I’ve already published a new alpha version to npm (0.1.0-aplha.12) - it’s tagged as latest. You should be able to use it now & Andorid should build out of the box.

On the ios side, the latest alpha now works close to out of the box - if you add use_frameworks! to your app’s Podfile and pod install from the ios folder it should then work too.

TBH I’m not 100% certain that manually changing the Android Manifest is a legitimate solution in the long term - for purposes of getting a functional alpha out the door it’ll do, but please do let me know if you know of a better way to handle that problem. :slight_smile:

Best,

amazing thanks for the help!

i’ll talk to the team and let you know if there’s a better way to handle that problem. for now this is great :slight_smile:

Hi @Colm,

We are doing React Native implementation and while going thought the code - I cannot see any mentions of Session Context, Lifecycle Events and Background/Foreground timeouts. Are they set somewhere? Or is it safe to assume that tracker just defaults to not setting them?

Best,
Max

Hey @mbondarenko!

Currently, no these haven’t been added yet so the tracker will just default to not setting them.

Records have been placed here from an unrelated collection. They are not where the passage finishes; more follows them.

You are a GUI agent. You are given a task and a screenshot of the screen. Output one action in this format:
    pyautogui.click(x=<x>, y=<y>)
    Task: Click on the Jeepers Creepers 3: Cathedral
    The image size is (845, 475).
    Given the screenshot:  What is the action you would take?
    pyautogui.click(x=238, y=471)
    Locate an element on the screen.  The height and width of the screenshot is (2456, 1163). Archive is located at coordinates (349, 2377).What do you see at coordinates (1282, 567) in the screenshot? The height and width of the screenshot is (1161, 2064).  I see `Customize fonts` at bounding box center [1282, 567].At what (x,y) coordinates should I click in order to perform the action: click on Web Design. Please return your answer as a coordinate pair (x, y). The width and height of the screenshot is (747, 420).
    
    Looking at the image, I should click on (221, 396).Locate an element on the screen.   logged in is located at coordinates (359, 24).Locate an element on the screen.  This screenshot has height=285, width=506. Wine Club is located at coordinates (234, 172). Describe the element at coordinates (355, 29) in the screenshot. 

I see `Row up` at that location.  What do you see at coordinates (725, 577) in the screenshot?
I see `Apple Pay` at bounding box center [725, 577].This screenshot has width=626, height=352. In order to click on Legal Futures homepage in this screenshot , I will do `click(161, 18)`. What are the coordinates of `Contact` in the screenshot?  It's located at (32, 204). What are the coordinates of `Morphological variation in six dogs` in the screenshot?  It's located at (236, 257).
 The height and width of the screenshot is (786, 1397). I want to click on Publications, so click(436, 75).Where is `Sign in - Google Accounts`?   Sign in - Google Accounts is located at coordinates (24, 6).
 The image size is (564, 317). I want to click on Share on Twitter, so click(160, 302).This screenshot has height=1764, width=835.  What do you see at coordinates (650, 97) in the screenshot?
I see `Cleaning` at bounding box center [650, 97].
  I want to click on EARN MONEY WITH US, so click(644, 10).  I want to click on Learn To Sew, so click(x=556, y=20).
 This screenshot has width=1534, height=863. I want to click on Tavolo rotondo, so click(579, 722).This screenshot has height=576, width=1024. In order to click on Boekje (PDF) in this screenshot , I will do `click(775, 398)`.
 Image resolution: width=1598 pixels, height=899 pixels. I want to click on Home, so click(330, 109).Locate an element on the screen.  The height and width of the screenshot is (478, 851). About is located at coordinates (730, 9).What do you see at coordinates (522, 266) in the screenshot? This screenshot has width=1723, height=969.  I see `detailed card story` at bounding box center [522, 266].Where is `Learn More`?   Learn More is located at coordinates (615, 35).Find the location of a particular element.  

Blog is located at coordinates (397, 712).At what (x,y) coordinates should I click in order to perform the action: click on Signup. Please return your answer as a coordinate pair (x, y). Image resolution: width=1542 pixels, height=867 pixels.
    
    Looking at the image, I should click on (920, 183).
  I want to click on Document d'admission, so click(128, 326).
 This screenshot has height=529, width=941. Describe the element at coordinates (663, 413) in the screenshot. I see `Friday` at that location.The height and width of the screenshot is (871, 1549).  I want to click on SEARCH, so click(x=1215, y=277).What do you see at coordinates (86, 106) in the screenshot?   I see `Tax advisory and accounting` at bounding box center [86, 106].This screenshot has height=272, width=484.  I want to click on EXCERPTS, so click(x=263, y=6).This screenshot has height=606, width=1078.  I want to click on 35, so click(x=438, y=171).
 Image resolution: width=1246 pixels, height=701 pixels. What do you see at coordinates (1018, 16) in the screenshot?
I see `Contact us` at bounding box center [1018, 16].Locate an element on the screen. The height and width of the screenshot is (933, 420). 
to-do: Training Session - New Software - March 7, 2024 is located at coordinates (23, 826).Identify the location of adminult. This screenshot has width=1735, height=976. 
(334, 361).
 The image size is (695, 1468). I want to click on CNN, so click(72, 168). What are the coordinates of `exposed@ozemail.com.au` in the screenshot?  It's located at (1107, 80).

The react native tracker is on the agenda for late Q2/early Q3- so we will be paying some attention to it soon.

If you’d like to create issues on the repo to log the request, we can see where we get to when it’s a focus.

If you’re keen to get those methods in the shorter term, I think we should be able to review a PR and push another alpha release before then. Happy to advise on it if that’s what you want to do. :slight_smile:

Best,

Thanks Colm! I’ll log a request to clarify approach to implementing these features and then create PR for that request.